Gould's agents have secured in their favor (by corrupt means, no
doubt,) the logic of events; while opposed to this there is nothing
but a mass of sentiment, partly due to misunderstanding, partly
peurile, partly contemptible. The logic of events has been saying
more and more clearly all summer tLat during the necessarily long
interval before the Rapid Transit Commissioners can get any part
of any route in operation, that the traveling public will need some¬
what better accommodations, and as the pressure grows more unen¬
durable the logic of events will speak stiU louder. We by
no means predict the triumph of the Battery Park " grabbers,"
but without doubt next winter their voices will be heard high
throughout the city. The champion's mouthpiece stated last week
that the obstacles in the way of the movement were the
" greatest possible." Now it is obvious that even according to the
words of the mouthpiece the conflict will be nothing better than the
old one between an irresistible force and an immovable body. But
what if this "greatest possible" obstacle should itself get under
way. Manifestly its momentum would be tremendous. Could the
champions withstand it ? We cannot say; but think of the possible
spectacle—champions put to rout. It would be a sorry sight.
THE Socialistic programme, or rather programmes, so far as
drawn up, receive a good deal of vague sympathy and support
from people who are not so well off as they fancy they deserve to
be, because it is thought that a closer division of production by
polls instead of by merit, or what passes for merit, would give
everyone a very sufflcient competency.

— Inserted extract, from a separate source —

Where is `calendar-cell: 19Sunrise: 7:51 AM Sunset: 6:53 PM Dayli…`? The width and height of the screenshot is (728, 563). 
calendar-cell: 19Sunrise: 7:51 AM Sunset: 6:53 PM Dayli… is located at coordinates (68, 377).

The Massachusetts Bureau
of Statistics has published some figures which run counter to these
anticipations. Investigations made by the Bureau show that the
average yearly wages of work-people of both sexes employed by
individuals and firms engaged in manufactures, amount to $362.23,
while the employers receive $517 each, which represents both salary
and profit. The average is lower in the case of corporations, for it
appears that the workmen engaged by them receive average wages
of $333.22, but then the stockholders realize only $379
on their investment. These figures certainly afford no
glimpses of the Socialistic millennium. Indeed, if these
figures be correct, it is hard to see by what process of equal
division the average earnings of work-people is to be much in¬
creased. We do not believe that very many people would give up
their chances of getting " what they can " for an assurance of their
"average," even with theu- share of the employer's and stockhold¬
er's net profit added thereto. These figures possess no scientific
accuracy and are little better than a guess based upon a mass of
data, for which the ^taxpayers in Massachusetts had to pay pretty
heavily. They are not, however, so far from the truth as to be
without a lesson for visionaries.
THE English builder, so far as we know, has never been a per
son of very much interest to his New York prototype.
Building is not an international affair, being on the contrary the
most local of the large industries of a country. Nevertheless, since
there are some men in London and elsewhere throughout England
who make money by speculative and contract building, their New
York brethren in trade may be interested to learn a little something
about their ways, particularly as that something is nothing to their
good. According to the report of the English Inspector-General
of Bankru{)tcy, the English speculative builders are men of a " bad
system." Taking the country through, the Inspector-
General states that while bankruptcy in those trades which
are based on credit is decreasing, that of the
non-trading class is increasing or remaining steady. In other
words, business proper in England is becoming more secure all the
time. There is, however, one trade to which this does not apply—
the building trade, itself ohe of the four largest classes of failures.